One of the great delights of life is to tool around to the different farmers' markets, stalls and farms in search of autumn's great bountiful.
This past Sunday didn't disappoint.
I'd been hoping to make a cranberry-apple crisp for a birthday, and we scored some frozen ones at the Ottawa's Farmer's Market along with Carleton's famous jerk rub. Oh yes, and being the farm girl from St. Catharines, how could I pass up the luscious concord grapes that had just arrived from Beamsville?
The corn proved a tad expensive, so we moved down to Cyrville Road where there's a chipwagon and a fresh produce stand with corn from the countrified part of Quebec.
Why stop there? We head down Hawthorne Road to Kiwan Farm, an actual working farm just past Hunt Club Road. We used to get our stuff from across the road, but alas, poor old Ivor, who used to run Limeydale, was felled by a heart attack this year. His farm lays untouched, tractors unridden, crops untended.
How sad, I thought.
But life and farming goes on.
So Kiwan has become our go-to place. The produce is absolutely fresh and spectacular and it's half the price of the market. We scored the biggest cabbage I've ever seen, bushels of tomatoes and peppers and fresh parsley, all for about twenty bucks!
The people who run the farm are from Lebanon and are very proud farmers.
We chatted for a bit, and the lady opened up a box reserved for their special clients.
She pulled out some sort of herb -- she didn't know what it was called in English -- which apparently is God's gift to the people of Lebanon and Egypt. It looked like sorrel; I'm going to look it up before I buy some so I can figure out exactly how to use it.
The nice lady farmer became wistful, talking about her homeland. Her husband described their village, which is in south Lebanon, as "paradise on Earth". The couple then became quiet, thinking about the plight of their people living in a land without hopes and dreams, a place of death and destruction.
As we were driving back with our haul, I got to thinking how lucky we are to live in a city where you can drive a couple of kilometres down the road, past the A&W, past all the industrial sites and find yourself in another world, a place where people sit out on their lawn and cook their lunch, tend to their vegetables and sell them to people like us.
I can't believe how much we take for granted.
The people who own Kiwan Farm don't take one day for granted.
Not one cob of corn or pepper. Not a cabbage, or a tomato.
Not even a little herb that makes the kitchen smell wonderful.
What people a world away wouldn't give to smell that herb, taste that tomato and go to sleep with a belly full.
Food for thought on this spectacular fall day.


**EXERCISE:** Keep every word of the entries and print them exactly; the pictures stay out.

**RECORDS:**
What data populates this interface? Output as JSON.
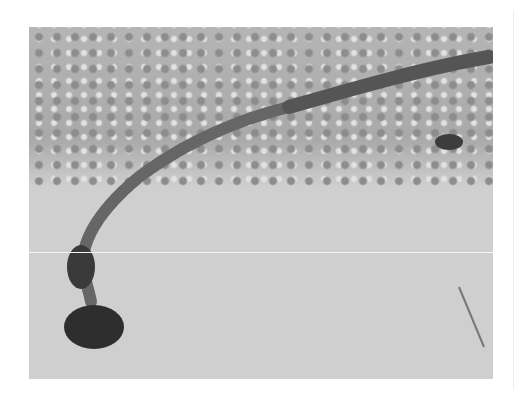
{
  "image": {
    "description": "Grayscale photograph of a procession of caterpillars crawling in a long curved line across a sandy/stone surface with a gravel patch at the top",
    "subject": "processionary caterpillars",
    "colors": {
      "background": "#ffffff",
      "ground": "#cfcfcf",
      "gravel": "#a9a9a9",
      "caterpillar": "#5a5a5a",
      "lead_caterpillar": "#2e2e2e"
    }
  }
}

**COMPLETED EXERCISE:**
What data populates this interface? Output as JSON.
{
  "image": {
    "description": "Grayscale photograph of a procession of caterpillars crawling in a long curved line across a sandy/stone surface with a gravel patch at the top",
    "subject": "processionary caterpillars",
    "colors": {
      "background": "#ffffff",
      "ground": "#cfcfcf",
      "gravel": "#a9a9a9",
      "caterpillar": "#5a5a5a",
      "lead_caterpillar": "#2e2e2e"
    }
  }
}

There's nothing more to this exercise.